Fine Arts field trip to Cagayan, Tuguegarao, and Aparri was real great. Pictures soon.
//
Art Production for FA 30
Dula, an entirely new Story, Poem and Kuwento Revisions, and the Folio of Works for MP 115
Full-Length Film Screenplay for MP 179
Final Production and Scrapbook for BC 100
Online and Classroom Experiments and ENDLESS Papers for Psych 101
Final Exam and YET ANOTHER Final Paper for Comm 100
All these in less than two weeks.
Someone save me from the deadly INC from Psych and my two MP classes. Three INCOMPLETEs in the transcript is not pretty good.
And I haven't enlisted my subjects yet!
Wednesday, September 27, 2006
Monday, September 04, 2006
One Taiwan Job
Today I celebrate one whole year of playing servant to the loaded citizens of Taiwan.
It all started exactly a year ago—September 4, 2005. A man e-mailed me and asked if I was interested in some extra cash. By extra, he meant “more than what you’re getting from whatever sidelines you have.”
The job: People from Taiwan send in their articles, theses, college application letters, dissertations, and even company memorandums for me to “fix” their faulty English grammar and sentence construction. By faulty, I mean unpleasant fourth-grade level English.
And it hasn’t been easy.
Aside from the occasionally piercing task of trying to find some sense in the works I read, the job entails an extreme amount of research. Every month, I’d receive at least six to seven pieces on topics I’m not familiar with at all. There was this paper on the Navier-Stokes equations used to solve the aerodynamic flow over an aircraft. And this college science project on the neurophysiology of visual perception, mammalian brain neuroanatomy and cell-level neurophysiology. And the most challenging so far, a university thesis presenting superconductivity as a macroscopic quantum state of "Cooper pairs."
But, it’s been very fulfilling. A Taiwanese lass sent a thank-you card after she passed Stanford, a lighting company gave me a small lamp and seven light bulbs of different sizes after I “sanitized” their company’s constitution and by-laws, a group of college kids scanned their 3rd prize science fair ribbon and gave me a copy. These small deeds permit me to overlook the pain of splurging hours reading about calculating Pi, environmental neurotoxic substances, or bioluminescence.
It all started exactly a year ago—September 4, 2005. A man e-mailed me and asked if I was interested in some extra cash. By extra, he meant “more than what you’re getting from whatever sidelines you have.”
The job: People from Taiwan send in their articles, theses, college application letters, dissertations, and even company memorandums for me to “fix” their faulty English grammar and sentence construction. By faulty, I mean unpleasant fourth-grade level English.
And it hasn’t been easy.
Aside from the occasionally piercing task of trying to find some sense in the works I read, the job entails an extreme amount of research. Every month, I’d receive at least six to seven pieces on topics I’m not familiar with at all. There was this paper on the Navier-Stokes equations used to solve the aerodynamic flow over an aircraft. And this college science project on the neurophysiology of visual perception, mammalian brain neuroanatomy and cell-level neurophysiology. And the most challenging so far, a university thesis presenting superconductivity as a macroscopic quantum state of "Cooper pairs."
But, it’s been very fulfilling. A Taiwanese lass sent a thank-you card after she passed Stanford, a lighting company gave me a small lamp and seven light bulbs of different sizes after I “sanitized” their company’s constitution and by-laws, a group of college kids scanned their 3rd prize science fair ribbon and gave me a copy. These small deeds permit me to overlook the pain of splurging hours reading about calculating Pi, environmental neurotoxic substances, or bioluminescence.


* [REQUIREMENT] Across the records below, how many lines include the string "ethanol"? Respond with the number only.

* [RECORD EXCERPTS]
__________

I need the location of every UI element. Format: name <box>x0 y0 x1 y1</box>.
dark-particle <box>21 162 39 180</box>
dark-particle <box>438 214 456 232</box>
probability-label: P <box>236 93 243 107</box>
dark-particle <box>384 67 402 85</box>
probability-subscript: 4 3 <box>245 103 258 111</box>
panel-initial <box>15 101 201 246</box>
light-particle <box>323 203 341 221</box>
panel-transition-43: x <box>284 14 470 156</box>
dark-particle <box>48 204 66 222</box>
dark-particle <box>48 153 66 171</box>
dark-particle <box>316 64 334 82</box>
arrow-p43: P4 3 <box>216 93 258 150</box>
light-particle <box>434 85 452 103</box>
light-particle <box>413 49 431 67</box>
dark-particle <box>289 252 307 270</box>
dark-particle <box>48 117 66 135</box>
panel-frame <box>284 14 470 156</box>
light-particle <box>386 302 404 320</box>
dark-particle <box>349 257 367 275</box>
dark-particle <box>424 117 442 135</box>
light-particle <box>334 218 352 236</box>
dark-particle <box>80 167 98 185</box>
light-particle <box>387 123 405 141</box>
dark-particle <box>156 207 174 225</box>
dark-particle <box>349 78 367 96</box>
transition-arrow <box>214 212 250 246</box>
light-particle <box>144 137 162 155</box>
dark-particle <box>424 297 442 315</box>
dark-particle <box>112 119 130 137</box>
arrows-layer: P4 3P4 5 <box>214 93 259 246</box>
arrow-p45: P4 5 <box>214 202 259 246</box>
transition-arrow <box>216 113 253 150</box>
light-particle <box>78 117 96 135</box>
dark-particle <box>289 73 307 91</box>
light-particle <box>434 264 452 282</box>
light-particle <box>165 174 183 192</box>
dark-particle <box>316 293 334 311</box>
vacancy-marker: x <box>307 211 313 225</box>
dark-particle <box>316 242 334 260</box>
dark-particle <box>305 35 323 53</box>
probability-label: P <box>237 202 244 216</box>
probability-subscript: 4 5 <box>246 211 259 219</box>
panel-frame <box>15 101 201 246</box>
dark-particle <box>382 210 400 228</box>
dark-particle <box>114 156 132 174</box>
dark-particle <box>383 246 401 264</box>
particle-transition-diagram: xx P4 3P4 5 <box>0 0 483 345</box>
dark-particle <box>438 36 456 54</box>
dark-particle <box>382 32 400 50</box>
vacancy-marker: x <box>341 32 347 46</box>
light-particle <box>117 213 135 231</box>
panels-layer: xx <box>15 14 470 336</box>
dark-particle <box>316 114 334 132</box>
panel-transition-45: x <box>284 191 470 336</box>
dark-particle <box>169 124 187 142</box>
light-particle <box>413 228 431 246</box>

__________

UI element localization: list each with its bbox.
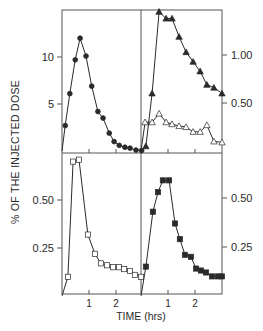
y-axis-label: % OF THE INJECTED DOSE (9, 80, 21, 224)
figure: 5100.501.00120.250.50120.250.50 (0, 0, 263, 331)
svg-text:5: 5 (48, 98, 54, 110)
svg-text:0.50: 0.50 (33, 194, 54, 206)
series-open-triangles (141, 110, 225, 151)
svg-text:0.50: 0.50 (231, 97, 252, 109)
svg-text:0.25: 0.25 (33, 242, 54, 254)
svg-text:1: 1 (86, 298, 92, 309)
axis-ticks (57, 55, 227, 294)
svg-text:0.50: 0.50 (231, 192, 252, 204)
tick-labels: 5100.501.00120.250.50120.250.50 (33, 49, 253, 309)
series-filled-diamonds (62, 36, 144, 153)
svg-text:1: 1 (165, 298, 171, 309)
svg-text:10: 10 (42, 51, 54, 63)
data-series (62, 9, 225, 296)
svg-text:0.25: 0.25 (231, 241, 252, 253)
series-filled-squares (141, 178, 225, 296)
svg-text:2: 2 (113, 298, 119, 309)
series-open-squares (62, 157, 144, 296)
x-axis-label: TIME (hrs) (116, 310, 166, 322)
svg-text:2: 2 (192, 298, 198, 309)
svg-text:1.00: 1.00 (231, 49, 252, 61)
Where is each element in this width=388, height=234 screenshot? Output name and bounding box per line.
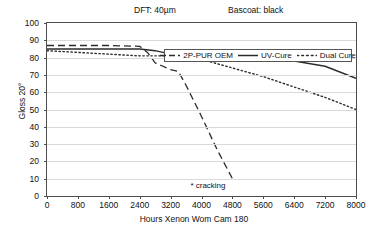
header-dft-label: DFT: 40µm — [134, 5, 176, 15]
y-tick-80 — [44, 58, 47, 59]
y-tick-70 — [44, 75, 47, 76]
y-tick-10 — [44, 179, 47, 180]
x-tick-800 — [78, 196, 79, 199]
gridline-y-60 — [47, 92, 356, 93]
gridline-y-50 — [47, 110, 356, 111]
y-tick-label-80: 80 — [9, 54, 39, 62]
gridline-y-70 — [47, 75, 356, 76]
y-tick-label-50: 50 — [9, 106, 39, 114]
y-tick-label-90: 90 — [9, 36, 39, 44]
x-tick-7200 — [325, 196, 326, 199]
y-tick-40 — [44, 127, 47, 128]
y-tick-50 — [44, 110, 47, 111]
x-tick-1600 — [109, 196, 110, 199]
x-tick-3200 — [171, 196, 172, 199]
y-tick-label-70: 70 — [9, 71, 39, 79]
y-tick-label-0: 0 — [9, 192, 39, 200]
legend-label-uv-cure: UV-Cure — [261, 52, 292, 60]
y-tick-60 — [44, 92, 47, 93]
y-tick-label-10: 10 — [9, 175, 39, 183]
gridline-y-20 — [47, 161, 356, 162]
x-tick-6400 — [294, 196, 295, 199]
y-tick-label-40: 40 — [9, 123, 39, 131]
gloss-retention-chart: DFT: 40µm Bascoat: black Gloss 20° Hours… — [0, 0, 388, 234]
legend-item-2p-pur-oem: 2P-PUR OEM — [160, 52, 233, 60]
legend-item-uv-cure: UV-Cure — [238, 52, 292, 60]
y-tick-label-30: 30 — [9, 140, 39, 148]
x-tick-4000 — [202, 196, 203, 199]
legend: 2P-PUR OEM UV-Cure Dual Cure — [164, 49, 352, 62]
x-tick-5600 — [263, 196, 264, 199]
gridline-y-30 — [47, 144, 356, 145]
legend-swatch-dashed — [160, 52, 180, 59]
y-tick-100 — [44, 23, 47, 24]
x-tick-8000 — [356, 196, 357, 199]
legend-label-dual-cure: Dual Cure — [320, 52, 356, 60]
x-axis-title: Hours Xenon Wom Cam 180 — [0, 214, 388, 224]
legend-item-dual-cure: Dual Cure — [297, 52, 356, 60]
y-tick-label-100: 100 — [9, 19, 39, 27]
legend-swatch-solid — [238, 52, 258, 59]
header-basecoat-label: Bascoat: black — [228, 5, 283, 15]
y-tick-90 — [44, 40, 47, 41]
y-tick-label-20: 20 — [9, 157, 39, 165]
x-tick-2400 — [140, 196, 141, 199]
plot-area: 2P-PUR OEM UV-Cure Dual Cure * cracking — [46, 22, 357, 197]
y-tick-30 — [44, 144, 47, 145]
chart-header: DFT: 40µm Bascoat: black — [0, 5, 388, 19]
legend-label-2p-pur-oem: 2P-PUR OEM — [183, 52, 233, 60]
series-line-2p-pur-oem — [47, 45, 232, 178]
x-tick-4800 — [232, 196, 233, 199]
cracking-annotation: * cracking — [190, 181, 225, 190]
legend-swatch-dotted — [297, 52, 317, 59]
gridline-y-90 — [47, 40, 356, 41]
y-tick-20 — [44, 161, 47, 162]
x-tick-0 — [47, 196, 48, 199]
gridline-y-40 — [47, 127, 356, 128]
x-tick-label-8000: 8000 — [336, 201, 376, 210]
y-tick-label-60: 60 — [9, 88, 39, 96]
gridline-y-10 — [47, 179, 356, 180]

__________

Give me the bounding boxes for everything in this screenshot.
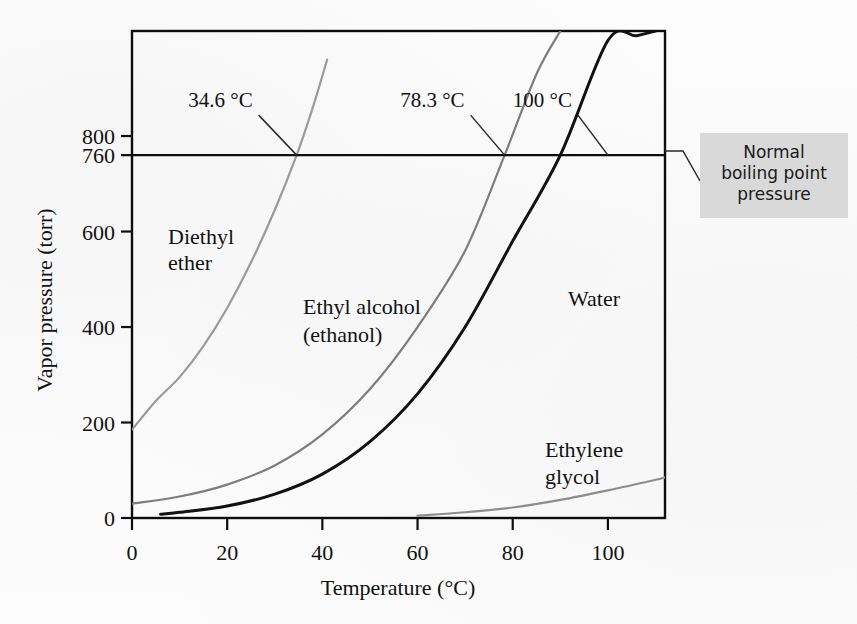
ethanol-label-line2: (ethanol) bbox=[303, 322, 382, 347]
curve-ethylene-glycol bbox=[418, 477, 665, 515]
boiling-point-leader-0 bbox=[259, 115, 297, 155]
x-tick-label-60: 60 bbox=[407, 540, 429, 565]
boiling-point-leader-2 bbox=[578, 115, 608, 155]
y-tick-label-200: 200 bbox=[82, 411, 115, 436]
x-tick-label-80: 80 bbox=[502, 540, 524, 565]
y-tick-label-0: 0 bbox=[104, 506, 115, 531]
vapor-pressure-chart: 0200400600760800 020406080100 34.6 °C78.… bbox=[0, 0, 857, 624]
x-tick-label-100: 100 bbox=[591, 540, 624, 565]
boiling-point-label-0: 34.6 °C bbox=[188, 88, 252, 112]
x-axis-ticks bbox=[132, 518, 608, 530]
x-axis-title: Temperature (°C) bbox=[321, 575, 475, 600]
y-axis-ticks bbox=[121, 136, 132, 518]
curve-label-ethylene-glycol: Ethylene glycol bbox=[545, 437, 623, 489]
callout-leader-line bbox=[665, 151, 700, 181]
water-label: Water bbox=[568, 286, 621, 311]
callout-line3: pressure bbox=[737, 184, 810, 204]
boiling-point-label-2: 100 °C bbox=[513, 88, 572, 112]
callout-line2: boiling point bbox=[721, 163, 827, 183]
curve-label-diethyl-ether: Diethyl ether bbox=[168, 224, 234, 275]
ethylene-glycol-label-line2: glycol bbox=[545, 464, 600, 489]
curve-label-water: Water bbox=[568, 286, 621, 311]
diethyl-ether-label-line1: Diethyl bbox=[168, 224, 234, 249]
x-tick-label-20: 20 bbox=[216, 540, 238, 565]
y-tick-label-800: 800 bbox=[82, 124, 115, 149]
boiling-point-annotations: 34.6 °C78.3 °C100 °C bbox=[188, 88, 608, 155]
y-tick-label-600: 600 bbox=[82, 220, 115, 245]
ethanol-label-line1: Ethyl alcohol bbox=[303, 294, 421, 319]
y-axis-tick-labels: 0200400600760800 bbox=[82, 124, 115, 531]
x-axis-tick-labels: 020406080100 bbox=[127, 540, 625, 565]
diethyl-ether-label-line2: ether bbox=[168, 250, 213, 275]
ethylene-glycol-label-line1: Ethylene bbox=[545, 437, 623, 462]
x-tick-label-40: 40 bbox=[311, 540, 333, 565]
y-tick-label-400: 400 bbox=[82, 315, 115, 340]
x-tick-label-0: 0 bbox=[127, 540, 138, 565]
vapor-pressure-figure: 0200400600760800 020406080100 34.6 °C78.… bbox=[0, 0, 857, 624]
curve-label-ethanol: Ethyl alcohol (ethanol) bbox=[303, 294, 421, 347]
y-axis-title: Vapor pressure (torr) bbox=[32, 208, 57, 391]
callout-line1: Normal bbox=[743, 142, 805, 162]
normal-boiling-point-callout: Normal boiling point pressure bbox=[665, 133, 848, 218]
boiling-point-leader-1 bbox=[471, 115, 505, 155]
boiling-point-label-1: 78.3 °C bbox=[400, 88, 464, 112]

__________

* [SOLUTION TO THIS TASK] 3